Unhooked(70)



He glances up at me again then, his eyes filled with the pain of all that happened. “I was the only one who made it off the field alive that night. And I barely made it at all,” he said, gesturing toward his arm.

“That’s what happened to your arm?” I ask, thinking of the scarred skin on his shoulders and back.

He gives me a terse nod, but doesn’t say anything more.

He raises the steel hand then and clenches it, watching it move with the kind of terrible wonder he must have had in his eyes the first time he learned that his own arm was missing. Finally his voice comes again, small and broken in the darkness. “I don’t know what happened after. I woke in a French hospital without my arm and in more pain than I ever dreamed imaginable. I was in such desperate shape, I’m not sure why they even bothered to try saving me. Just as I’ll never be sure of why Fiona brought me here.

“At first I thought I’d died and gone to heaven, save my brother wasn’t here, but it wasn’t long until I forgot about Michael, about everything before this world. . . . Until I took that first boy’s life—that’s when the dreams began.

“Now, every time I close my eyes, Michael is there. Laughing. Dying. Over and over, and no matter what I do, I can’t change it. I can’t stop it.” His breath is ragged. His voice no more than a whisper. “The dreams torture me with what I’ve done, but they’ve saved me as well, for without them, I’d have been lost long ago. Without them, I wouldn’t be able to stand against Pan or protect the boys from dangers they can’t understand.”

I want to tell him that it wasn’t his fault, but I know the words are meaningless. Instead, I take his hands and thread my fingers through his, offering what silent comfort I can, but he doesn’t speak. We sit in the silence for a moment before I turn his gloved hand over in mine. “May I?” When he doesn’t pull away, I carefully peel away its soft leather covering.

The hand beneath is truly a miracle of engineering. Every one of the pieces is decorated with filigreed scrollwork, and it moves with an effortless grace that belies its mechanics.

“It might not be so bad if I didn’t have to remember what it was to be whole,” he says softly.

I want to tell him he’s still whole, but I don’t feel like muddying whatever it is growing between us with lies. “It’s part of you now, though.” I turn a bit so I can face him properly, then I open my hand and lay it palm to palm overtop his.

“It’s not quite the same as the original, but it serves me well enough for most things.” He pulls away and raises the metal fingers to touch my cheek. “For other things, though, I find it sorely lacking.”

He raises his other hand, then, and frames my face with his hands—metal and flesh, one hard and unfeeling, the other callused from unknown trials. Both equally Rowan.

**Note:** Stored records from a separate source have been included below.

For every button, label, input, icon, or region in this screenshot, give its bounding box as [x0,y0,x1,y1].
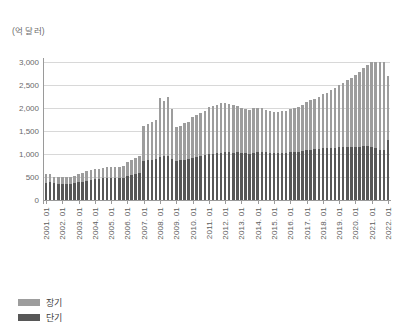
bar-segment-short-term [53,183,56,200]
bar-segment-short-term [366,146,369,200]
x-axis-tick-mark [209,201,210,204]
bar-segment-short-term [191,158,194,200]
bar-segment-long-term [138,156,141,173]
bar-segment-short-term [65,184,68,200]
bar-segment-short-term [228,152,231,200]
bar-segment-short-term [57,184,60,200]
x-axis-tick-mark [323,201,324,204]
bar [228,62,231,200]
bar-segment-long-term [277,112,280,153]
bar [98,62,101,200]
bar-segment-long-term [301,105,304,151]
y-axis-tick-label: 500 [3,173,39,182]
bar-segment-long-term [285,111,288,153]
x-axis-tick-mark [258,201,259,204]
x-axis-tick-mark [307,201,308,204]
x-axis-tick-label: 2012. 01 [221,207,230,240]
bar [102,62,105,200]
bar [342,62,345,200]
bar-segment-long-term [142,126,145,161]
bar-segment-long-term [354,75,357,146]
bar-segment-short-term [374,148,377,200]
bar [77,62,80,200]
x-axis-tick-label: 2022. 01 [384,207,393,240]
bar-segment-short-term [358,147,361,200]
bar-segment-long-term [49,174,52,182]
x-axis-tick-label: 2014. 01 [254,207,263,240]
bar-segment-short-term [130,175,133,200]
bar-segment-short-term [265,152,268,200]
bar [326,62,329,200]
bar-segment-long-term [73,176,76,183]
bar [313,62,316,200]
bar [53,62,56,200]
bar [45,62,48,200]
bar-segment-long-term [81,173,84,182]
bar-segment-long-term [65,177,68,184]
bar-segment-short-term [261,152,264,200]
bar-segment-short-term [175,161,178,200]
bar-segment-long-term [130,160,133,175]
bar-segment-short-term [199,156,202,200]
bar-segment-short-term [289,152,292,200]
bar-segment-long-term [126,162,129,176]
x-axis-tick-label: 2015. 01 [270,207,279,240]
bar-segment-long-term [85,171,88,181]
bar [90,62,93,200]
bar-segment-short-term [134,174,137,200]
bar-segment-long-term [102,168,105,179]
bar [195,62,198,200]
bar [130,62,133,200]
bar-segment-long-term [346,80,349,147]
legend-item: 장기 [18,296,62,309]
bar-segment-long-term [90,170,93,180]
bar [297,62,300,200]
bar-segment-short-term [277,153,280,200]
bar [322,62,325,200]
x-axis-tick-label: 2003. 01 [75,207,84,240]
bar-segment-long-term [334,88,337,148]
bar-segment-short-term [171,159,174,200]
bar [305,62,308,200]
bar [61,62,64,200]
x-axis-tick-label: 2016. 01 [286,207,295,240]
bar-segment-long-term [293,108,296,152]
bar-segment-short-term [224,152,227,200]
bar-segment-short-term [155,159,158,200]
bar [208,62,211,200]
bar [191,62,194,200]
bar-segment-long-term [179,126,182,161]
bar-segment-long-term [256,108,259,152]
bar-segment-long-term [147,124,150,160]
x-axis-tick-mark [388,201,389,204]
x-axis-tick-mark [193,201,194,204]
bar-segment-long-term [151,122,154,159]
bar-segment-long-term [98,169,101,179]
bar-segment-short-term [142,161,145,200]
legend-swatch [18,299,40,306]
x-axis-tick-mark [372,201,373,204]
bar-segment-long-term [106,167,109,178]
bar [155,62,158,200]
bar [350,62,353,200]
bar-segment-long-term [208,107,211,154]
bar [199,62,202,200]
bar-segment-long-term [305,102,308,150]
bar-segment-short-term [301,151,304,200]
bar-segment-short-term [159,157,162,200]
x-axis-tick-label: 2019. 01 [335,207,344,240]
bar-segment-short-term [45,183,48,200]
bar-segment-short-term [114,178,117,200]
bar [106,62,109,200]
bar [273,62,276,200]
bar-segment-short-term [285,153,288,200]
bar-segment-short-term [179,160,182,200]
bar [346,62,349,200]
bar-segment-long-term [269,111,272,152]
bar-segment-long-term [273,112,276,153]
bar-segment-long-term [281,111,284,153]
bar-segment-short-term [281,153,284,200]
bar-segment-long-term [175,127,178,161]
bar-segment-long-term [171,109,174,159]
bar-segment-short-term [98,179,101,200]
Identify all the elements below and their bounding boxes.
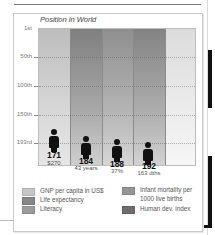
value-infant-mortality: 163 dths	[133, 170, 165, 176]
gridline	[39, 86, 195, 87]
legend-item-life-expectancy: Life expectancy	[22, 196, 84, 205]
left-rule	[0, 220, 14, 221]
margin-bar-hook	[202, 225, 212, 228]
legend-item-literacy: Literacy	[22, 205, 62, 214]
value-gnp: $270	[38, 160, 70, 166]
ytick-193rd: 193rd	[10, 139, 32, 145]
legend-swatch-gnp	[22, 188, 35, 196]
legend-label-hdi: Human dev. index	[140, 205, 190, 214]
legend-label-literacy: Literacy	[40, 205, 62, 214]
legend-swatch-literacy	[22, 206, 35, 214]
legend-label-gnp: GNP per capita in US$	[40, 187, 104, 196]
ytick-100th: 100th	[10, 82, 32, 88]
ytick-150th: 150th	[10, 111, 32, 117]
legend-item-infant-mortality: Infant mortality per 1000 live births	[122, 186, 192, 203]
legend-swatch-life-expectancy	[22, 197, 35, 205]
person-icon	[49, 129, 59, 152]
legend-label-life-expectancy: Life expectancy	[40, 196, 84, 205]
margin-bar-top	[208, 50, 212, 108]
legend-swatch-infant-mortality	[122, 187, 135, 195]
rank-gnp: 171	[38, 150, 70, 160]
header-rule	[14, 4, 201, 5]
legend-item-hdi: Human dev. index	[122, 205, 190, 214]
column-hdi	[166, 29, 196, 165]
chart-title: Position in World	[40, 15, 96, 24]
ytick-50th: 50th	[10, 53, 32, 59]
margin-bar-bottom	[208, 156, 212, 228]
value-literacy: 37%	[101, 168, 133, 174]
legend-label-infant-mortality: Infant mortality per 1000 live births	[140, 186, 192, 203]
ytick-1st: 1st	[10, 25, 32, 31]
value-life-expectancy: 43 years	[70, 165, 102, 171]
legend-swatch-hdi	[122, 206, 135, 214]
legend-item-gnp: GNP per capita in US$	[22, 187, 104, 196]
gridline	[39, 115, 195, 116]
gridline	[39, 57, 195, 58]
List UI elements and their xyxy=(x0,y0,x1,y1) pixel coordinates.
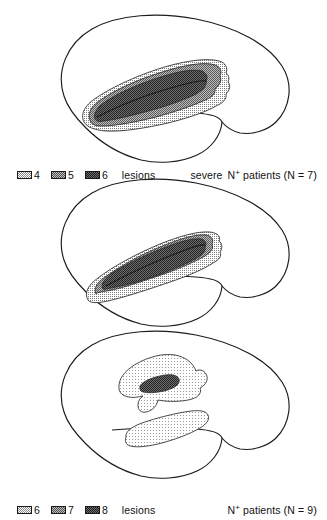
lesion-region-lower-level-2 xyxy=(125,411,208,447)
group-severity-label: severe xyxy=(190,169,222,181)
legend-item-4[interactable]: 4 xyxy=(17,170,40,181)
legend-item-6[interactable]: 6 xyxy=(85,170,108,181)
panel-severe-n-positive: 4 5 6 lesions severe N+ patients (N = 7) xyxy=(0,0,327,188)
brain-diagram-n-negative xyxy=(0,340,327,510)
legend-count-4: 4 xyxy=(34,170,40,181)
group-patients-word: patients xyxy=(243,169,281,181)
panel-n-positive: 6 7 8 lesions N+ patients (N = 9) xyxy=(0,182,327,340)
group-node-status: N+ xyxy=(228,169,240,181)
legend-count-6: 6 xyxy=(102,170,108,181)
legend-swatch-dark xyxy=(85,171,100,179)
panel-n-negative: 2 3 lesions N− patients (N = 4) xyxy=(0,340,327,520)
legend-count-5: 5 xyxy=(68,170,74,181)
legend-severe-n-positive: 4 5 6 lesions severe N+ patients (N = 7) xyxy=(0,167,327,183)
legend-swatch-medium xyxy=(51,171,66,179)
brain-diagram-severe xyxy=(0,0,327,170)
legend-item-5[interactable]: 5 xyxy=(51,170,74,181)
brain-outline-path xyxy=(61,331,289,478)
group-sample-size: (N = 7) xyxy=(284,169,317,181)
brain-diagram-n-positive xyxy=(0,182,327,332)
group-label-severe: severe N+ patients (N = 7) xyxy=(190,169,327,181)
legend-swatch-group: 4 5 6 lesions xyxy=(0,169,155,181)
legend-swatch-light xyxy=(17,171,32,179)
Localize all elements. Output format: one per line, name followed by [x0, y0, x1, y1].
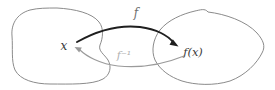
function-inverse-diagram: x f(x) f f⁻¹ [0, 0, 275, 90]
forward-map-label: f [133, 6, 141, 20]
diagram-canvas: x f(x) f f⁻¹ [0, 0, 275, 90]
domain-point-label: x [61, 39, 68, 53]
codomain-set-outline [153, 10, 264, 85]
codomain-point-label: f(x) [182, 45, 203, 59]
inverse-arrowhead [75, 47, 82, 52]
inverse-map-arrow [80, 50, 184, 67]
forward-map-arrow [77, 27, 173, 42]
inverse-map-label: f⁻¹ [116, 49, 131, 62]
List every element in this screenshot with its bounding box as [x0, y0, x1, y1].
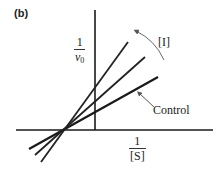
x-axis-label: 1 [S]	[129, 135, 146, 162]
lineweaver-burk-figure: (b) 1 v0 1 [S] [I] Control	[0, 0, 223, 171]
y-axis-label: 1 v0	[74, 36, 85, 63]
x-axis-label-denominator: [S]	[129, 150, 146, 162]
y-axis-label-denominator: v0	[74, 51, 85, 63]
inhibitor-concentration-label: [I]	[158, 36, 170, 48]
x-axis-label-numerator: 1	[132, 135, 142, 147]
control-pointer-arrow	[139, 93, 154, 107]
control-label: Control	[153, 104, 190, 116]
plot-canvas	[0, 0, 223, 171]
y-axis-label-numerator: 1	[75, 36, 85, 48]
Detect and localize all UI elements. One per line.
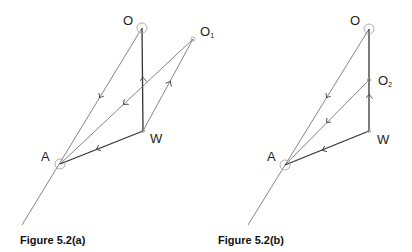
label-o2: O2 (378, 74, 392, 88)
label-o2-sub: 2 (388, 81, 392, 88)
figure-b-diagram (248, 24, 374, 225)
line-w-o1 (143, 39, 193, 131)
line-o2-a (285, 80, 369, 165)
label-a-b: A (267, 150, 276, 163)
figure-a-diagram (22, 23, 195, 225)
label-o-b: O (350, 14, 360, 27)
line-w-a (285, 131, 369, 165)
label-w-b: W (377, 133, 389, 146)
line-o-a (248, 29, 369, 225)
label-o2-main: O (378, 73, 388, 88)
label-w-a: W (150, 132, 162, 145)
caption-figure-a: Figure 5.2(a) (20, 234, 85, 246)
label-o1-main: O (200, 24, 210, 39)
caption-figure-b: Figure 5.2(b) (218, 234, 284, 246)
line-w-a (60, 131, 143, 164)
label-o-a: O (123, 14, 133, 27)
line-o-a (22, 28, 142, 225)
label-a-a: A (41, 150, 50, 163)
line-o1-a (60, 39, 193, 164)
label-o1-sub: 1 (210, 32, 214, 39)
label-o1: O1 (200, 25, 214, 39)
line-w-o (142, 28, 143, 131)
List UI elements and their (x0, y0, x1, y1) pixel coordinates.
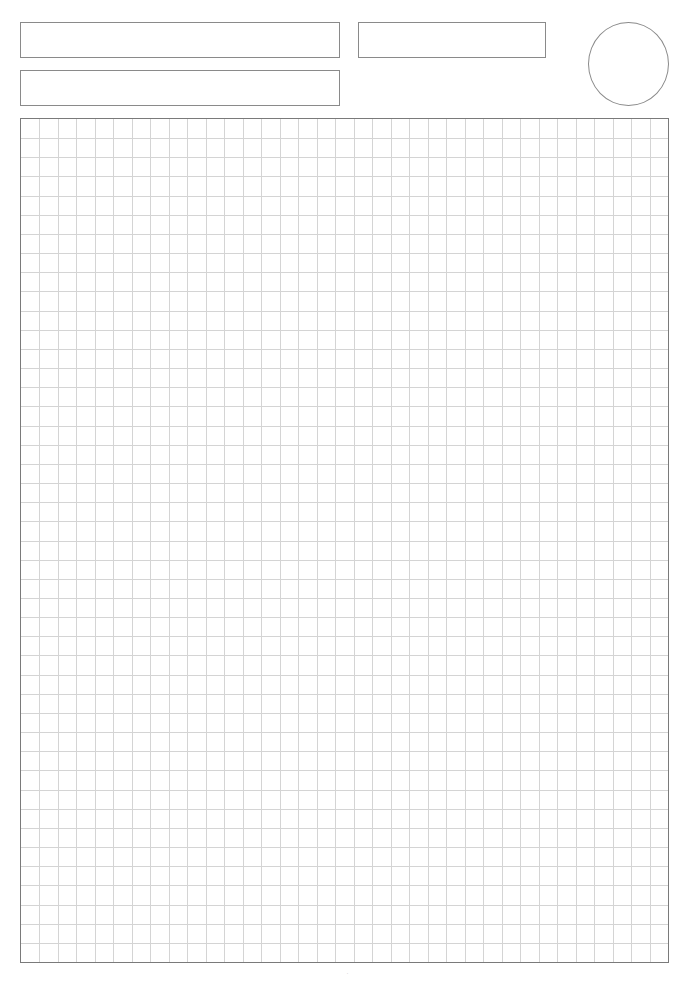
header-field-subtitle[interactable] (20, 70, 340, 106)
page-marker: · (0, 970, 695, 976)
header-field-date[interactable] (358, 22, 546, 58)
graph-paper-grid[interactable] (20, 118, 669, 963)
header-field-name[interactable] (20, 22, 340, 58)
grid-lines (21, 119, 668, 962)
header-circle-stamp[interactable] (588, 22, 669, 106)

I force myself to stay completely still, my heart beating wildly in my chest as he sifts his true fingers slowly through my hair, rubbing at the short strands. I wonder what he sees when he looks at me. Pan saw power. The boys in my own world looked at me next to Olivia and maybe saw a pretty girl, just not pretty enough.

I know he wants to kiss me again, just as I know this hesitation is his way of asking.

Yes, I think. Because if I have to die here—and I’m beginning to think it’s inevitable I will—I want to know him again on my lips. I want him to want me that way, this surly pirate of a boy who would sacrifice anything for those under his protection. Anything, it seems, but me.

But he misreads the hitch in my breath and pulls away abruptly, moving back from me. His blank expression tells me that maybe I’ve made him dig far deeper into the pain of his past than anyone has a right to, but I can’t say I’m exactly sorry for it. I’ve finally met the person behind the mask of the Captain. The boy who chose to play the villain in order to battle a monster who calls himself a hero.

Rowan unfolds himself from the ground, leaving me cold and alone in the light of the fire. “Get some sleep, if you can, lass. We’ve a long and trying day ahead of us, if we’re to do what must be done,” he tells me. And then he steps away from the glow of the fire and into the darkness beyond.





When he woke, finally, terribly, on something rough against his cheek and reeking of death, he thought he had been delivered to hell. It had been a mistake. All of it. A horrible mistake. But the angel was there, gentle. Or if not gentle, at least sure . . .





Chapter 32


IN THE MORNING, THE AIR between us is charged with an unsettled energy, and I’m not sure what to say to Rowan. We stare at each other for a few moments in the soft light—moments when I think maybe he’ll close the distance between us and kiss me—but he turns his back so I can pull on my own clothes instead. When I’m once again dressed, I offer the coat back, and he takes it with a stiff formality that makes everything that happened the night before feel like a long-ago dream.

“The straightest path to where the Queen lies is to follow the water, though to do so, we’d have to venture out into the sea once more, and I’m not all that willing to test the Sisters’ mercy a second time.” Rowan points toward the dense green jungle that teems with life beyond the rocky shores. “We’ll have to cut through the jungle. Straight north to the heart of the island.” He pulls out the dagger Fiona left us and hands it to me, handle first.